Thursday, 11 October 2018
Review by Andrew Doubt of "Waiting for the Nightingale" by Miles Burrows
Miles Burrows was born in Leicester in the 1930s. Last year he published his second book of poetry after a gap of fifty years. These eighty poems are a joy, shot through with humour; they weave big themes of love, death, memories and poetry from life’s experience.
The first verse of the eponymous opening poem considers birdsong on the Indian subcontinent; the second imagines ‘the wandering major in the foothills’ thinking about ‘his own wife back in Hazelmere / With that awful car salesman type’; the third asks whether John Keats is any use to the birdwatcher in the field, illustrating his irreverent approach both to colonial history and to poetry.
He leads us to believe that he has loved many and often. In 'It’s Eight O’Clock', he cannot
remember which one of five women he shared an experience with twenty years earlier; he reports her saying, ‘It’s not love it’s like margarine.’ 'Pussycats' starts: ‘They used to leave their stilettoes by the door / As I recall, coming in barefoot to my study / In nothing but deerstalkers‘ but, ’Now, splitting up is cool … / I’m let go … / Like an old retainer locked accidentally in a home up for sale.’ In 'The Second Affair': ‘At twenty-five, Mutus thought that embarking on a second affair - / …Would be like having a second slice of cake.’
Death is treated in a similar way. In 'Letter to an Elderly Poet': ‘Relax, your rivals are dead.’; in 'Four Last Things' he suggests learning a foreign language, not to keep the brain active, but ‘You could surprise people / By speaking words in German as you die.’; and in 'Junk Mail', ‘I appreciate that you are dead, but even so… / …that intimate sigh / Into the ear, that wakes me at midnight - / Is it really from the orthopaedic mattress?’. 'Should Catullus be Read by Old People?' sees the funny side of living in an old people’s home.
His classical and literary allusions are fun to search out, though sometimes he does it for you: ‘I googled frottage yesterday’ he says in 'Cold Calling'.

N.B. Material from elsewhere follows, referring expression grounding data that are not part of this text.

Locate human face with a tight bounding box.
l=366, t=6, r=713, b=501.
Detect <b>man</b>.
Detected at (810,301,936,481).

Many of the poems deal with memories of home and schooldays, of his time studying classics and medicine at Oxford, and working as a doctor and psychiatrist in Britain and Asia. There are references to the Little Theatre, Leicester Mercury, London Road and tennis on Carisbrooke Road. In 'A Faulty Connection' he says: ‘- If I can get away with [saying, switch it] orf / People may think my parents don’t live in Leicester / But in Eaton Square.’
Although most of the poems are written in spare, conversational free verse, there are poems in sonnet form, poems that alternate just two rhymes throughout, as in 'Trouble at the Nunnery', and poems that half-rhyme, for example, ‘Imogen’, ‘imagine’ and ‘Sanatogen’ in 'Across the Road'. In 'English Provincial Poetry' he writes ‘Rhyme is no more needed than a two-tone doorbell.’

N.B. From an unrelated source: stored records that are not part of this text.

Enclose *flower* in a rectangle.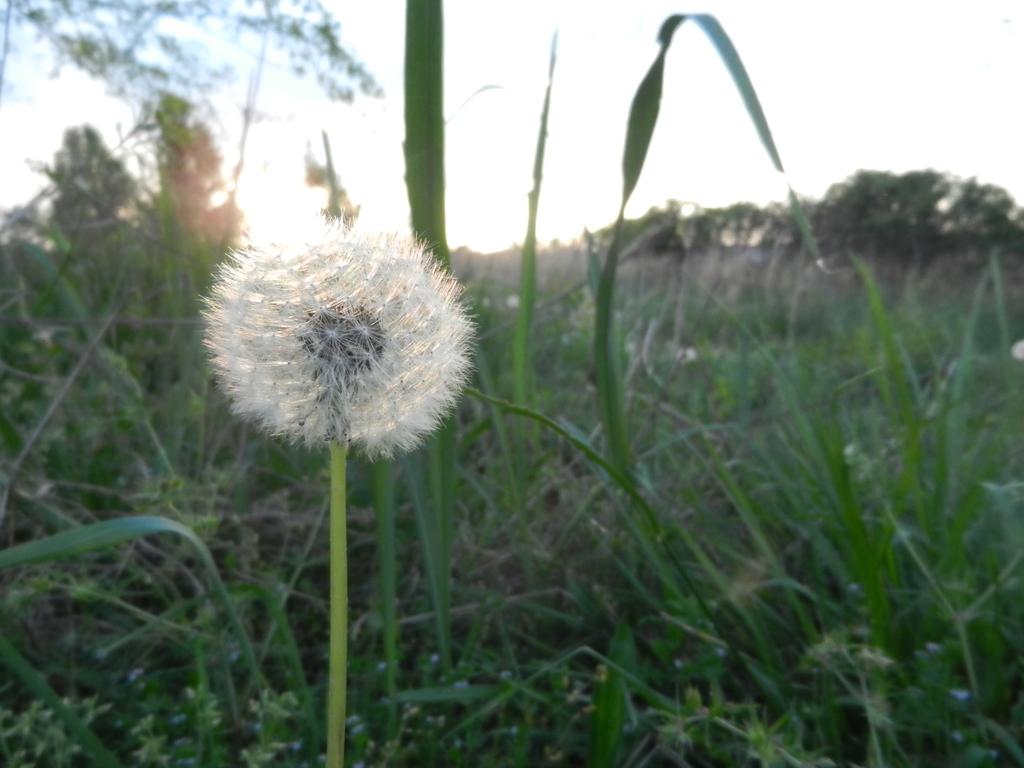
box=[199, 202, 477, 470].
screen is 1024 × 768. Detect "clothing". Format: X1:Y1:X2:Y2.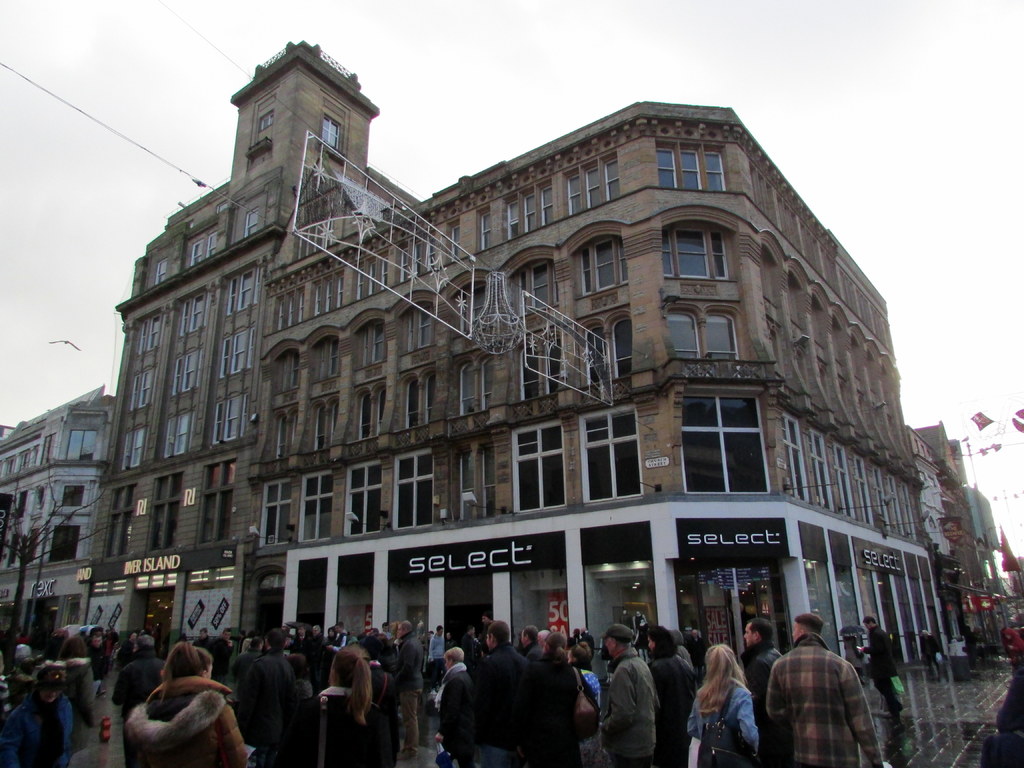
682:683:756:767.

The book’s a many-toned delight.
About the reviewer
Andrew Doubt is a former physicist, engineering analyst and marketeer. He has spent half his life in Leicester, after working in mainland Europe. His interests range through literature and philosophy, science and the arts, long-distance walking and the environment, to family, friends and grandchildren. Currently, he’s writing sketches of close relatives from childhood memories, as well as occasional short stories.